As for the the “no interest” thing, I’m not getting that out of thin air. While I haven’t bought any of the products, I *have* done some fairly extensive reading about the changes. Retcons are always dodgy (imo), and the stuff like the trimming of the pantheon seems to be just playing to the lowest common denominator. I think that completely hosing 30+ years of NPC development and canon just to squeeze in a new rule set is completely preposterous.
And I’m sure you’re right about the quality of the novels, but I’ve always been more of a game products fan. I’ve read some FR novels, but not a lot.
Agreed. I just want to make sure we’re being careful to separate fact from speculation. Ed would have to be the one to make it more clear, and if he hasn’t, it’s because he’s choosing not to, so as not to point fingers.

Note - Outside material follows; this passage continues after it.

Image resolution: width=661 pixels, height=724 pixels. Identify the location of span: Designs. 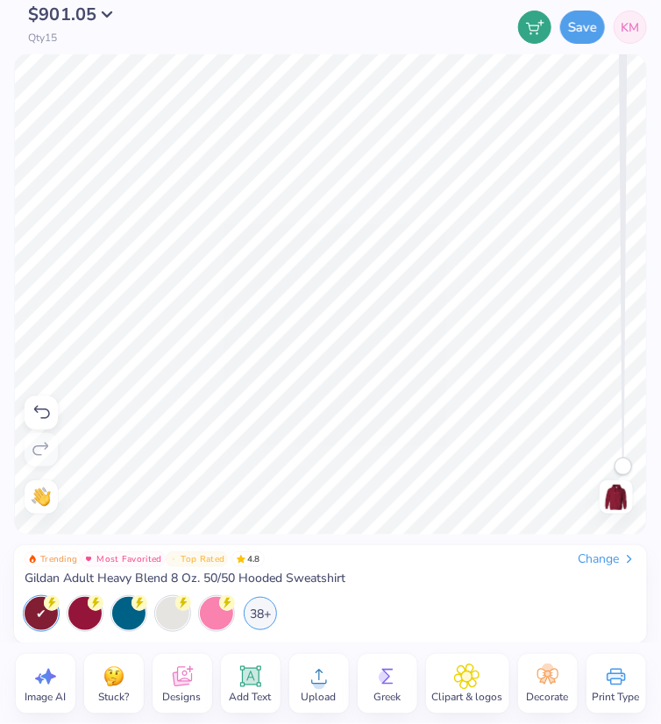
(182, 697).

I find that not hypocritical, but classy.
“While I haven’t bought any of the products, I *have* done some fairly extensive reading about the changes.”
Does that come from actually reading the 4e sourcebooks, or browsing opinions on the internet? Because online, people are always markedly more vocal in their opposition to something than in support (the people who do like it tend not to bother saying so), and the 4e FR has caused quite a bit of online angst. Arguments like “completely hosing 30+ years of NPC development and canon” echo to me like things said by people online who haven’t actually bothered to look at the sourcebooks or the DDI articles, so they can’t see the effort a lot of us designers are making to tie everything together, the old and the new. (I’m thinking particularly of Ed and the James Brothers, but it goes for a LOT of us.)
The canon is all still there, and a good number of the stories are still going strong, despite a 100 year jump. I for one feel just as comfortable in the new Realms as in the 3e Realms, or the 2e Realms, or the 1e Realms.
(I do agree that retcons are always dodgy, but I don’t think this one is as severe as it appears on the surface. Also, the deific trimming was IMO unnecessary, and it’s strictly for mechanical game purposes. They just didn’t want it seeming too complicated, and I know some of us who are really up on it don’t find it so, but nor do we want our setting to be an old boys club, if you know what I mean. So while I don’t agree with the changes, I can at least understand why they made them.)
Judging the whole 4e FR setting on the basis of the FRCG is like judging 3e on the basis of the FRCS–it’s much less fully realized than it is when you look at EVERYTHING. Now it’s true, WotC has brought that on themselves by not launching into a full production cycle of sourcebooks, but there are DDI articles (averaging about one a month), and they’ve recently announced returning to print products with the Neverwinter Campaign Guide out next year (of which I wrote a third, and IMO, the book’s pretty rockin’). So there is considerably light on the horizon.
And maybe all this is moot–you have indeed checked it out, decided you didn’t like it, and that’s all fine and good. I just encourage people to look at it and make their own decisions, rather than just going with the opinions of others.